Nino Scotti was a brilliant antique dealer and appraiser in Rhode Island. He probably knew as much as any man living about the minutia of New England’s history, and his skills as an antiquarian and professional appraiser made him an invaluable resource to the probate departments of every bank and law firm in the state. In the course of his active and interesting life in antiques he managed to assemble a remarkable personal collection, especially strong in China Trade goods, American silver and furniture, and maritime paintings. When he died in 2008 a New England auction gallery sold the best of Scotti’s holdings at several auctions, totaling millions of dollars.

After a couple of years the auction company had gotten to the bottom of the barrel, so they put the remainder of Scotti’s estate in with a mishmash of stuff that, in their opinion, didn’t merit individual cataloguing.
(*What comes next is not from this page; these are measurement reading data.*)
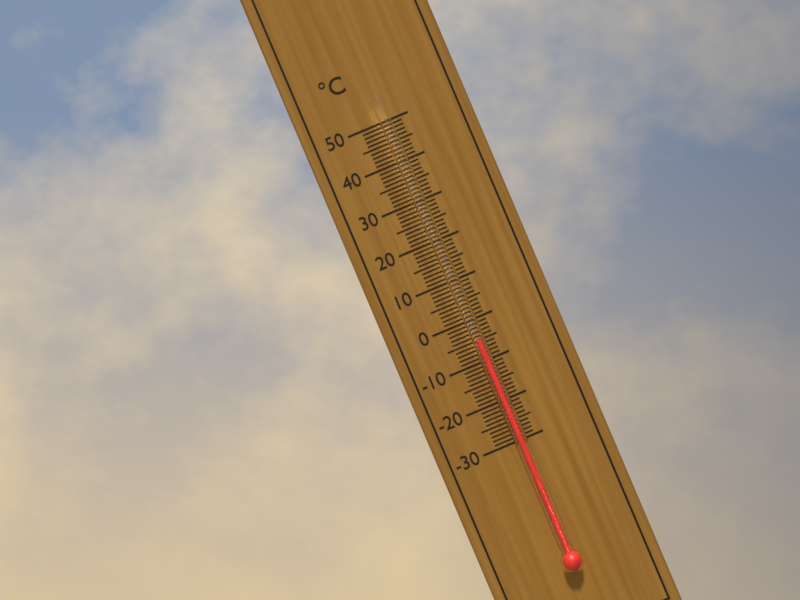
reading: -5 °C
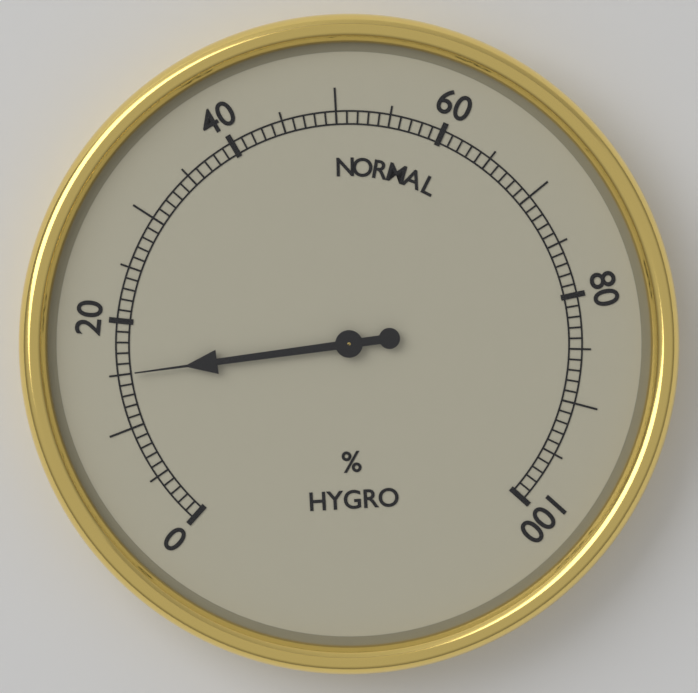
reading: 15 %
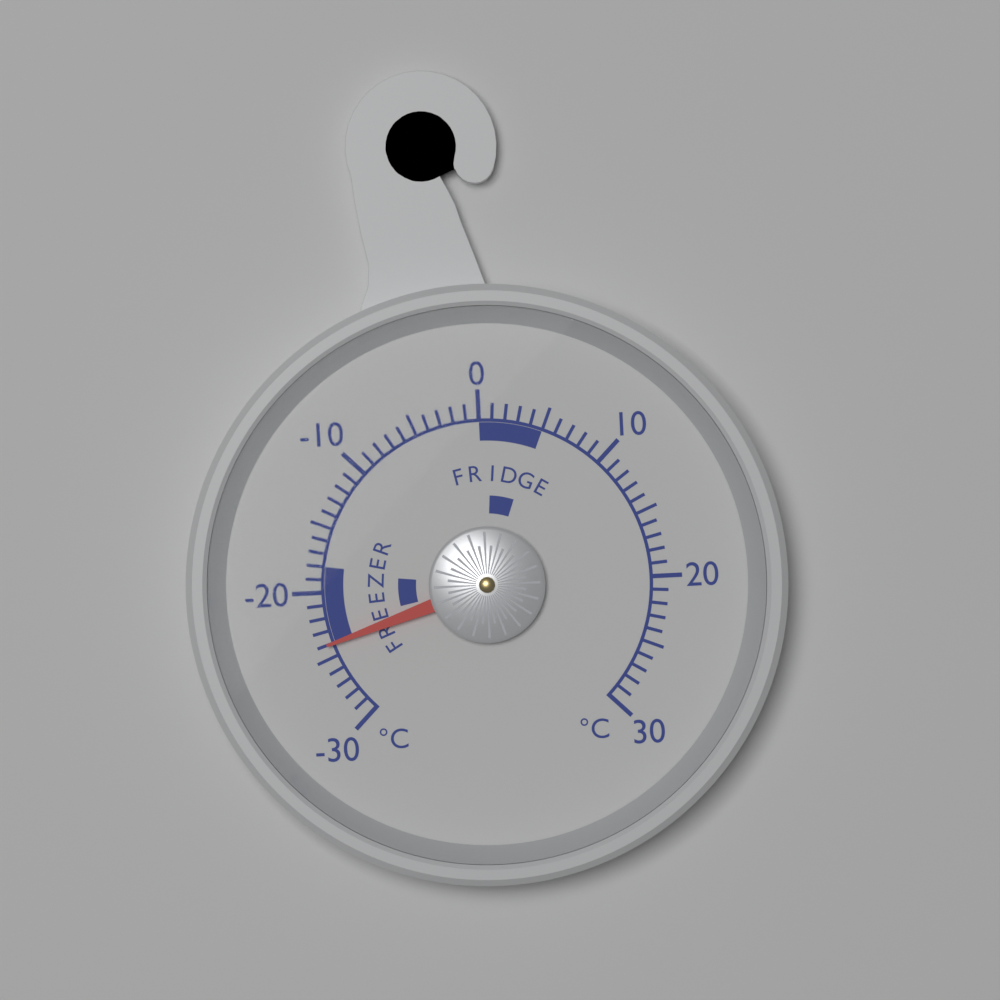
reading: -24 °C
Only later did I learn that among Scotti’s papers were family archives of William S. Wetmore, one of the great American China traders. These papers were broken into more manageable lots by the auctioneers. The person who bought the lot containing the bulk of the Wetmore papers broke them into still smaller groups and sold them that way, after first removing all the letters with Chinese postal markings and sending them to a specialized philatelic auction in Hong Kong. This action, in conjunction with the ignorance of the auction gallery, destroyed an irreplaceable archive. I’ve spent months and tens of thousands of dollars trying to put the Wetmore papers back together, but some of them are gone forever.

In short, auction houses are not our friends. They compete with us for material, and they destroy archives. And it’s all Bruce McKinney’s fault.